Activity
Pictures in the entries below are to be left out; otherwise, reproduce exactly the lines from the first through the line containing "You are a GUI".

Provided records

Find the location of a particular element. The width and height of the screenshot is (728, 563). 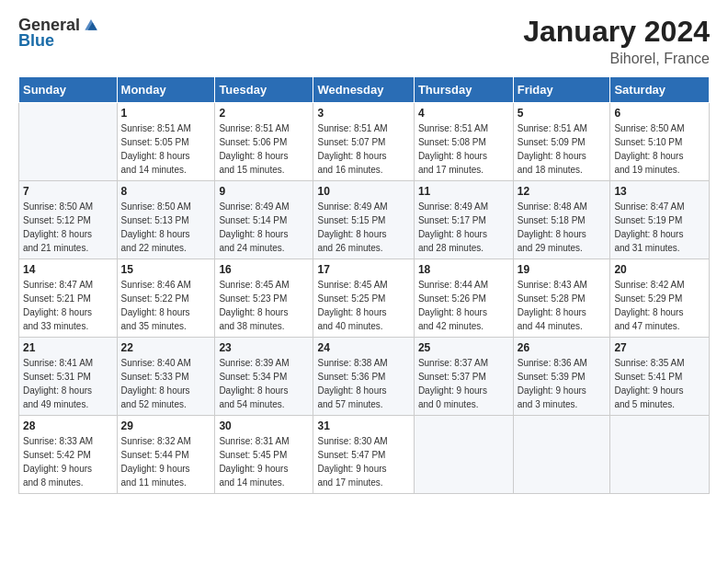

day-detail: Sunrise: 8:35 AMSunset: 5:41 PMDaylight:… is located at coordinates (660, 384).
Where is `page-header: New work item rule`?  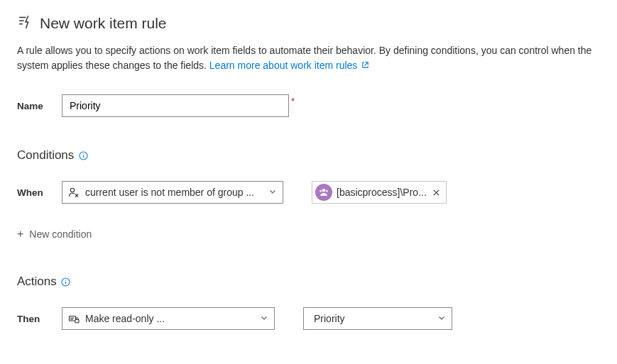
page-header: New work item rule is located at coordinates (308, 23).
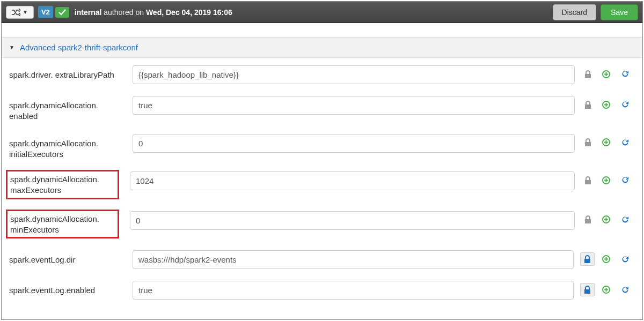 This screenshot has width=644, height=321. I want to click on author-date: Wed, Dec 04, 2019 16:06, so click(189, 12).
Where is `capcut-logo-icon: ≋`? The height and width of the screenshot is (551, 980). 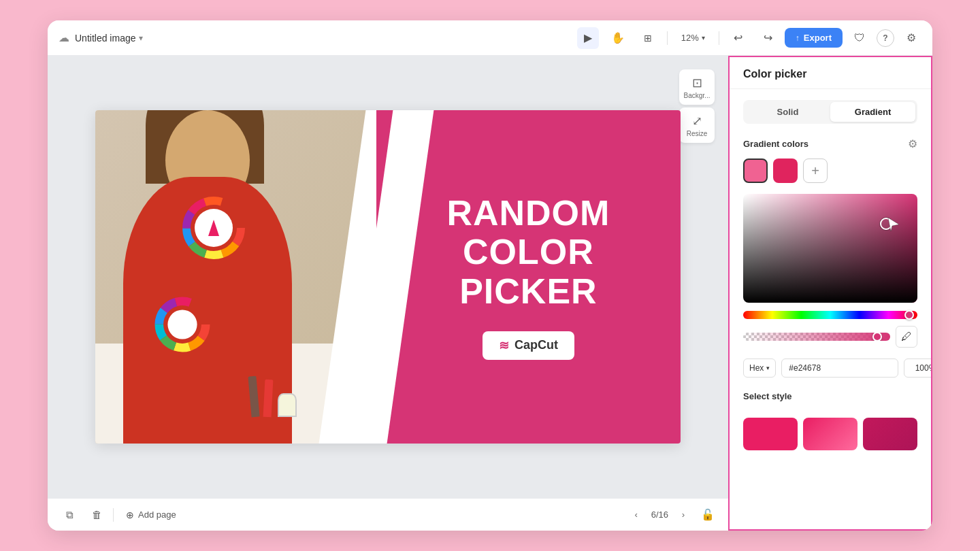
capcut-logo-icon: ≋ is located at coordinates (504, 346).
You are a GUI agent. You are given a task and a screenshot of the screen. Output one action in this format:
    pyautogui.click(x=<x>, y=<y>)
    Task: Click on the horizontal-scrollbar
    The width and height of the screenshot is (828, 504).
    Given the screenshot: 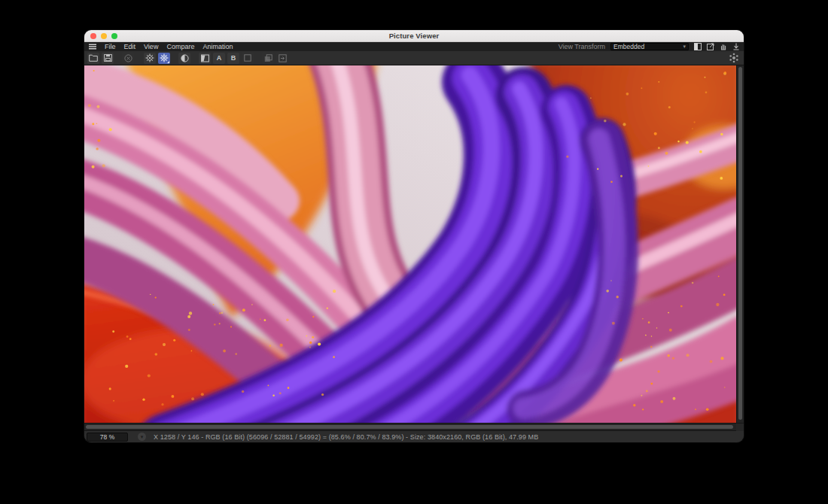 What is the action you would take?
    pyautogui.click(x=410, y=427)
    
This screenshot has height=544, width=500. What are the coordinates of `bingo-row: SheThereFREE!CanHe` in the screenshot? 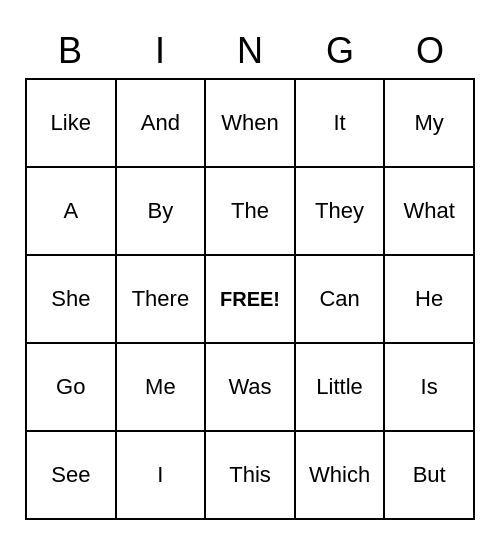 It's located at (250, 300).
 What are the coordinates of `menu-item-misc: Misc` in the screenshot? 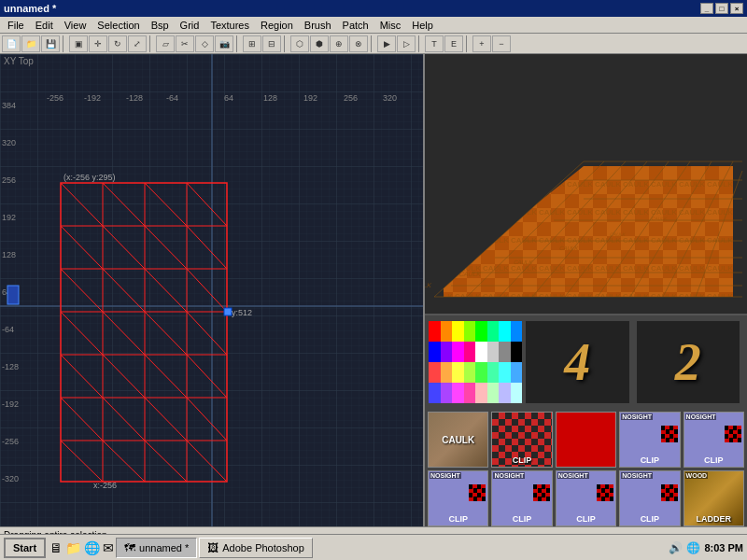 It's located at (390, 25).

Expected answer
Find the location of a particular element. The width and height of the screenshot is (728, 563). 

day-detail: Sunrise: 8:35 AMSunset: 5:41 PMDaylight:… is located at coordinates (660, 384).
Where is `page-header: New work item rule`?  
page-header: New work item rule is located at coordinates (308, 23).
 This screenshot has width=644, height=321. I want to click on author-date: Wed, Dec 04, 2019 16:06, so click(189, 12).
Where is `capcut-logo-icon: ≋`? The height and width of the screenshot is (551, 980). 
capcut-logo-icon: ≋ is located at coordinates (504, 346).
You are a GUI agent. You are given a task and a screenshot of the screen. Output one action in this format:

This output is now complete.